How much deadlier is still unknown, but of the cases reported to the WHO so far 3.4% have resulted in fatalities. That’s probably misleadingly high because there are so many unreported cases, and in South Korea, which has done the best job of keeping up with the spread of the virus through testing, the fatality rate so far is about 0.7%. But even that is 35 times worse than H1N1 in 2009 and 2010. Multiply 12,469 by 35 and you get 436,415 — which would amount to the biggest U.S. infectious-disease death toll since the 1918 flu. Hospitalization rates are also many times higher for Covid-19, meaning that if it spread as widely as H1N1 it would overwhelm the U.S. health-care system.
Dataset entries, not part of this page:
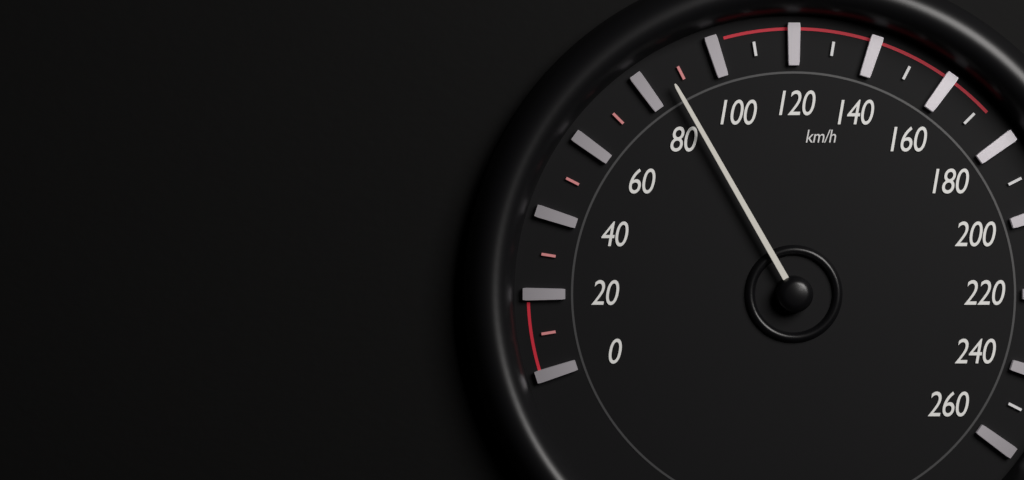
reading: 87 km/h
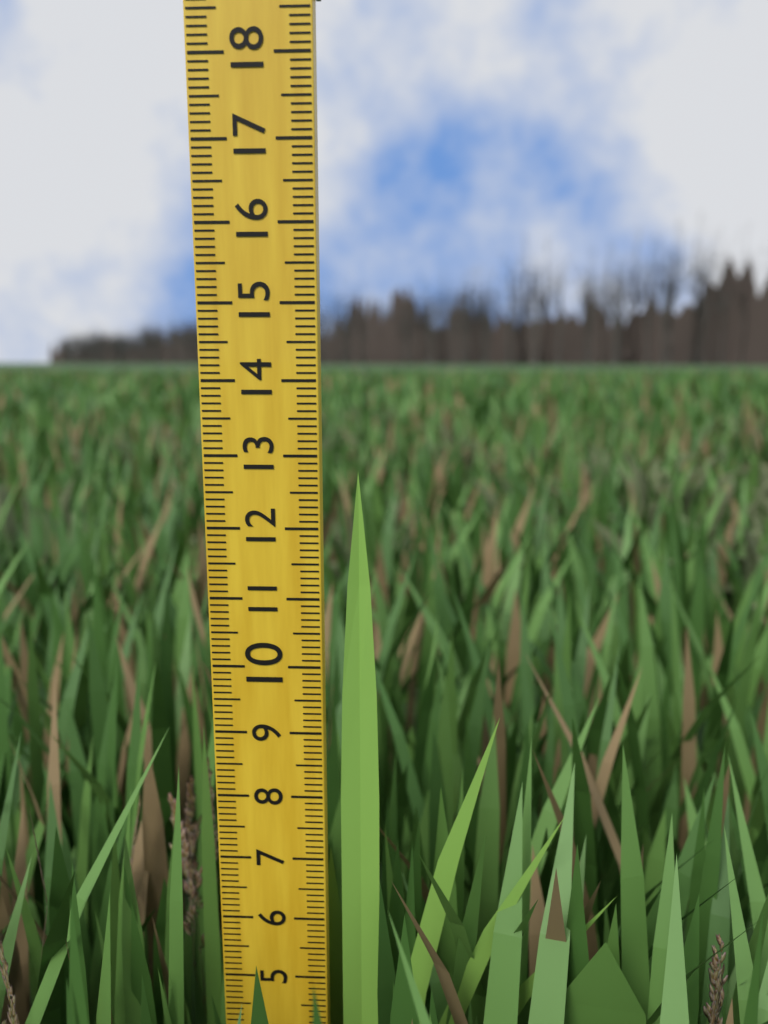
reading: 12.8 (no unit)
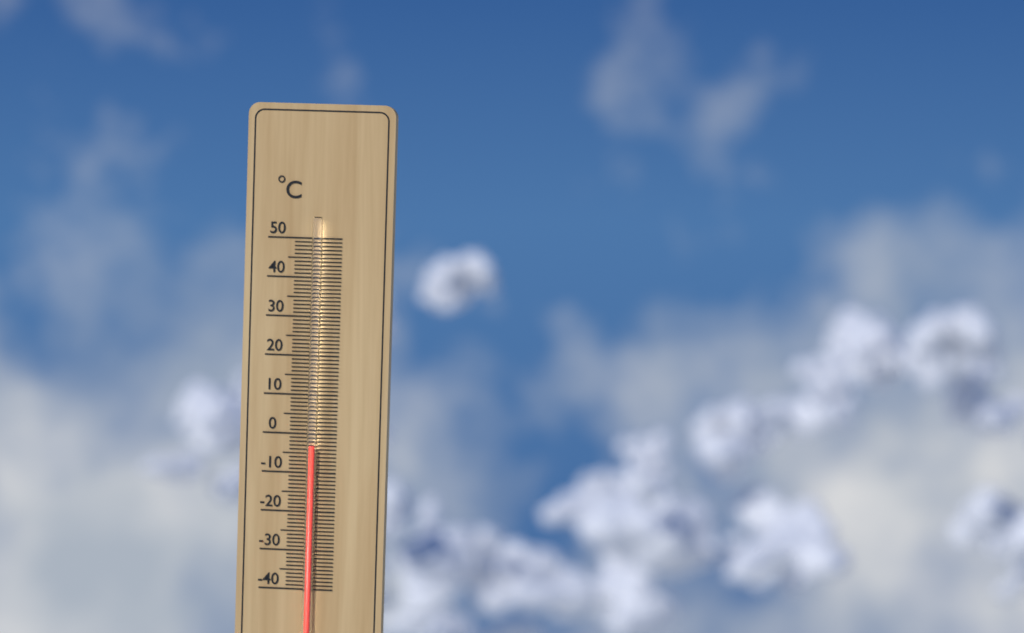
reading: -3 °C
That’s one very important reason governments (and stock markets) around the world have reacted so much more strongly to Covid-19 than to the 2009 H1N1 pandemic. Another reason is somewhat more hope-inspiring. It’s that public health experts generally don’t think influenza can be controlled once it starts spreading, other than with a vaccine, whereas several Asian countries seem to have successfully turned back the coronavirus tide, for now at least.
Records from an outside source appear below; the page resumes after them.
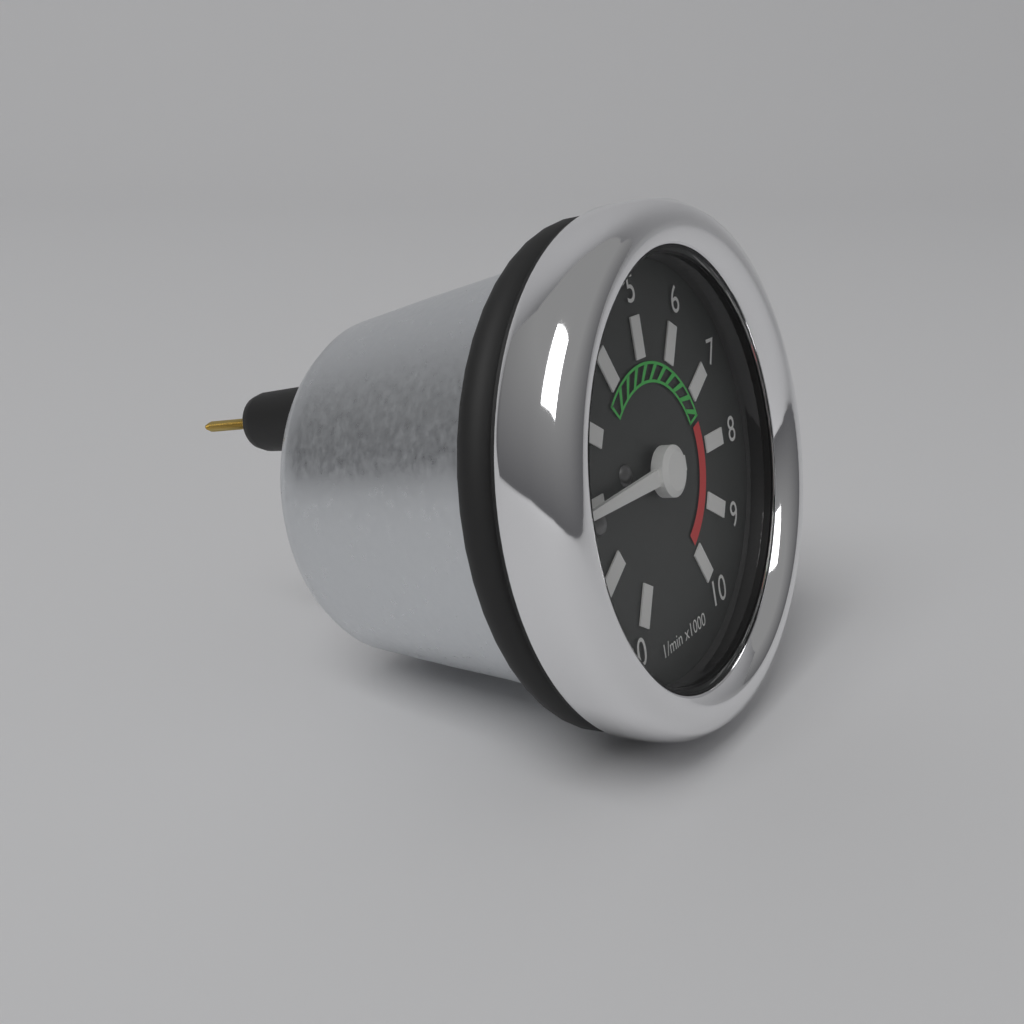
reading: 2000 1/min
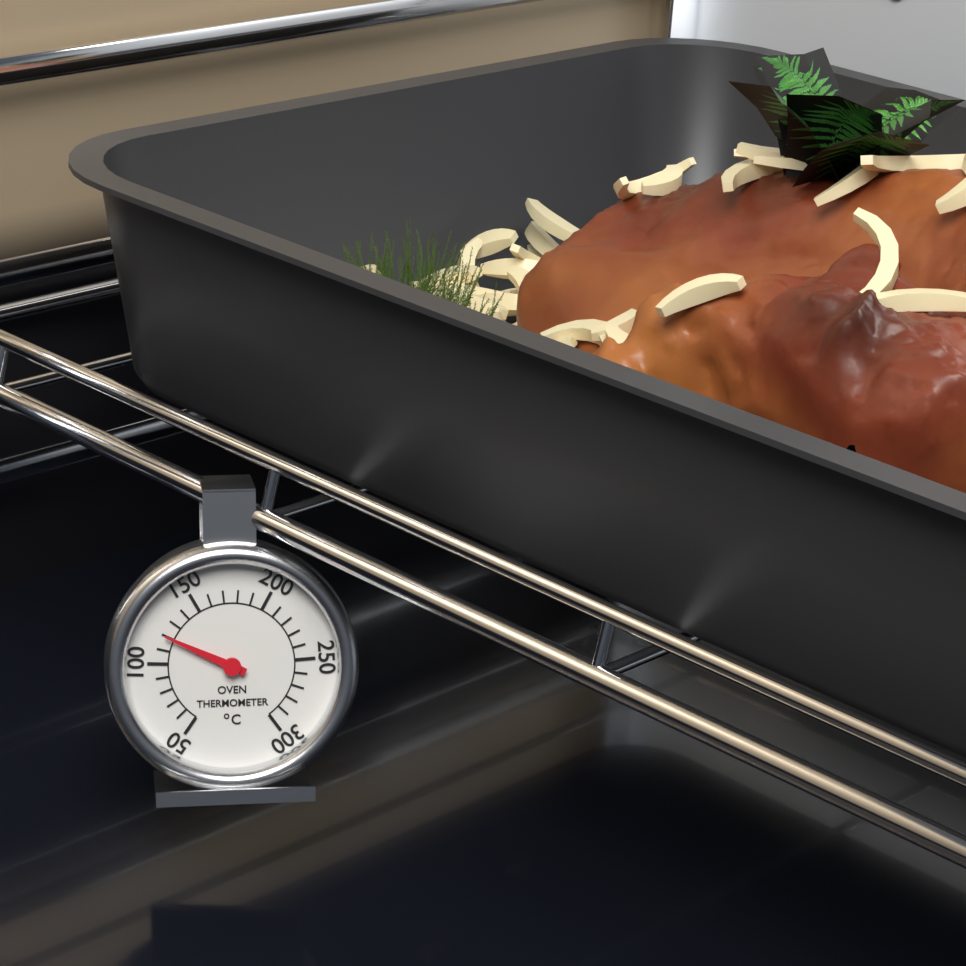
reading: 120 °C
Influenza can’t be controlled because as much as half the transmission of the disease occurs before symptoms appear. With Covid-19 that proportion seems to be lower, meaning that even though it’s more contagious than influenza once symptoms appear, it may be possible to control by testing widely and quickly isolating those who have the disease. This is one reason (there are others) the WHO’s Tedros won’t call it a pandemic. “The threat of a pandemic has become very real,” he said Monday. “But it would be the first pandemic in history that could be controlled.” H1N1 couldn’t be controlled in 2009, but was mild enough that this did not lead to disaster. Covid-19 is a much more dangerous disease that maybe, just maybe, can be stopped.

To contact the editor responsible for this story: Stacey Shick at sshick@bloomberg.net

This column does not necessarily reflect the opinion of Bloomberg LP and its owners.

Justin Fox is a Bloomberg Opinion columnist covering business. He was the editorial director of Harvard Business Review and wrote for Time, Fortune and American Banker. He is the author of “The Myth of the Rational Market.”